Thomas Aquinas would have agreed. “Agere sequitur esse,” he declared. Action follows from being. You are as you do.

I also agree, especially now that I have returned to work (last week, I started a part-time, presumably temporary gig at the Philadelphia Inquirer).

Bear in mind that I have hardly been idle since I retired as the Inquirer’s book-editor two years ago. I continued to write for the paper, and for other publications. I have written this column pretty faithfully as well. And I continued to blog.

But the problem with being retired is that things you did in a couple of hours when you were working suddenly take longer than that to do. You have time to spare and you take advantage of that. It seems that the more you have to do, the better use you make of your time. Now, when I have some time, my reflex is to immediately turn to something else, not just take a break and loll about.

I don’t remember feeling any less energetic over the past couple of years, but I certainly felt a lot more energetic this past week. I was wide awake at 5 a.m., and did as much blogging as I could before leaving the house at about 7:20.

On the way to work, I would stop into St. Paul’s to attend Mass, then continue on my way, arriving at the Inquirer a little after 8:30. It’s about four-and-a-half miles from my house to the Inquirer and back, which makes for a nice daily jaunt.

Getting back up to speed using the paper’s editorial software took longer than I had expected. Apparently, I had purged every vestige of it from my memory.

My principal task is to edit the letters to the editor, and editing readers is quite different from editing reporters, columnists, and critics. No need to go into all of that, though.

A couple of odd things happened during the week, one on the very first day I was back. A letter was passed along to me that had been sent to the features department (where I worked when I was book editor). There was a note on the envelope asking that it be forwarded.

The letter was from someone I haven’t seen in more than 20 years. She was inquiring after one of her best friends, who happened to be my first wife, and who also happens to be dead. There was something uncanny about being reminded of a time in my life that now seems so remote, not quite real, like an old legend. That in itself is strange, since I still think of my first wife and was with her when she died (though we had long since gone our separate ways).
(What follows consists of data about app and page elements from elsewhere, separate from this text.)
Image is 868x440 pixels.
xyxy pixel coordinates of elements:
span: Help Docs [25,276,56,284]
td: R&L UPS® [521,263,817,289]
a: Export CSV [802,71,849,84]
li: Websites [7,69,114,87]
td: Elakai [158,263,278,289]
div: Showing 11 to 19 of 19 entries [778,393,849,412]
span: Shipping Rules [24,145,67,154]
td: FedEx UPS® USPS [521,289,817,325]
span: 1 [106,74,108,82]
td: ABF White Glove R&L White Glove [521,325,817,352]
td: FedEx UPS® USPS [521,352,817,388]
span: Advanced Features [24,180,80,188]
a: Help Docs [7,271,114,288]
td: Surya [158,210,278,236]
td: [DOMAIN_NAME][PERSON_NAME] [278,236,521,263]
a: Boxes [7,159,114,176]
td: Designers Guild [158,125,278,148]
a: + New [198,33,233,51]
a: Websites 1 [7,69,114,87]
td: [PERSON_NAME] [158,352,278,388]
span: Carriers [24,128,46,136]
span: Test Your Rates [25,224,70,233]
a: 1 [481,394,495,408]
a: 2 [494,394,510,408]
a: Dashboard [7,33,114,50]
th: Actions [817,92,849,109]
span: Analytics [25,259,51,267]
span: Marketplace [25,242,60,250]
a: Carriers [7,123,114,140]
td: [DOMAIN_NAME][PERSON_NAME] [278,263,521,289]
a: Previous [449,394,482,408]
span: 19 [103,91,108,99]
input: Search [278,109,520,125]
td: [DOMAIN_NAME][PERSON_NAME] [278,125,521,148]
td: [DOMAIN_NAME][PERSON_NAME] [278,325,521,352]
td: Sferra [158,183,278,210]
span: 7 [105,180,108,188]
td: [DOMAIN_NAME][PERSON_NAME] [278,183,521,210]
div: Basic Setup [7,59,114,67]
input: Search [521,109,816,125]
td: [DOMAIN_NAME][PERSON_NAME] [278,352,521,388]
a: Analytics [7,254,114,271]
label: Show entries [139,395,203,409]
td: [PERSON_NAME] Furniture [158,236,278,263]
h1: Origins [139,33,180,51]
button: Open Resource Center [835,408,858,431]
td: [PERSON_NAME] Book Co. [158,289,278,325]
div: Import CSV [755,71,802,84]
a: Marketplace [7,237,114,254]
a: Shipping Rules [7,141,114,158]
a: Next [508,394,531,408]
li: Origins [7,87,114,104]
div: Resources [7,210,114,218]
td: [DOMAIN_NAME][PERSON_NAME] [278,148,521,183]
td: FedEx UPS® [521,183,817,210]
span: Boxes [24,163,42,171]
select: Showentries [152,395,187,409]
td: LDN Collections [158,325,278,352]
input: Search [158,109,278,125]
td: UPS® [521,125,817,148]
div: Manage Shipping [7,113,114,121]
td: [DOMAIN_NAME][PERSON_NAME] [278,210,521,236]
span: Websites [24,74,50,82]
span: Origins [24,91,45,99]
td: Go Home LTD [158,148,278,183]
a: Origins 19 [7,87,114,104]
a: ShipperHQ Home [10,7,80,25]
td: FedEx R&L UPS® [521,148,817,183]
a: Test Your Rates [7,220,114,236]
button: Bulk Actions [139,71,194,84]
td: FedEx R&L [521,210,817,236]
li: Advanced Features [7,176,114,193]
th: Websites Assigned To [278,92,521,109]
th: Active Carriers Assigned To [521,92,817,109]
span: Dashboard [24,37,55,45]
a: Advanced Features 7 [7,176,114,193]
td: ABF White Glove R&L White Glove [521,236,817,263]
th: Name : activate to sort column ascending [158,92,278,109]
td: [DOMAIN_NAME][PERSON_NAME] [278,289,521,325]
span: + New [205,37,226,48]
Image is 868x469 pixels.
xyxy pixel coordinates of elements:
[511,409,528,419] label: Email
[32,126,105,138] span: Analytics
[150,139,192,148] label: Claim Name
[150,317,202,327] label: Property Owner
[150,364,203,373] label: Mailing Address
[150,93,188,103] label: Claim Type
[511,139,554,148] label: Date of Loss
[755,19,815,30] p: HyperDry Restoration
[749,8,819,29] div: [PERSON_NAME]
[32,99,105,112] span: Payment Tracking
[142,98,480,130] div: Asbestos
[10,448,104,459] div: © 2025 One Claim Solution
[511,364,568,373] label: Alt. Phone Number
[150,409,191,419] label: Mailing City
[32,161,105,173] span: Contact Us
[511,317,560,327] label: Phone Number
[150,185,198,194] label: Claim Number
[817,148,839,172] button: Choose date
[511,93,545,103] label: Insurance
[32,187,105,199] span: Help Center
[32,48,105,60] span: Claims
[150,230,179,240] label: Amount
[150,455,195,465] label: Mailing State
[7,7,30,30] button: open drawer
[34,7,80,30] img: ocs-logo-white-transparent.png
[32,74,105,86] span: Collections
Perhaps that is why, when I woke up the next morning — and the morning after that as well — my very first thought was of what is encapsulated in the Latin phrase memento mori. Remember that you must die. I found myself powerfully aware that the time left to me was limited. What was perhaps most peculiar was the sheer matter-of-factness of it. I didn’t feel it was something to worry about, just something to make provision for.

In my last column I mentioned how intensely alive one can feel when absorbed in a task. Well, last week I was very much absorbed in work, and yes, I felt exhilarated as I walked home, and deliciously tired when I went to bed.

I have no idea what to make of all this, which is why I have brought it up. It seems that we have — or at least I seem to have — a natural impulse to seek for significance in whatever happens to me. I have felt this way all my life, as if I were living in some kind of story.

Perhaps I am. Perhaps we all are.

Frank Wilson was the book editor for the Philadelphia Inquirer until his retirement in 2008. He blogs at Books, Inq. [4]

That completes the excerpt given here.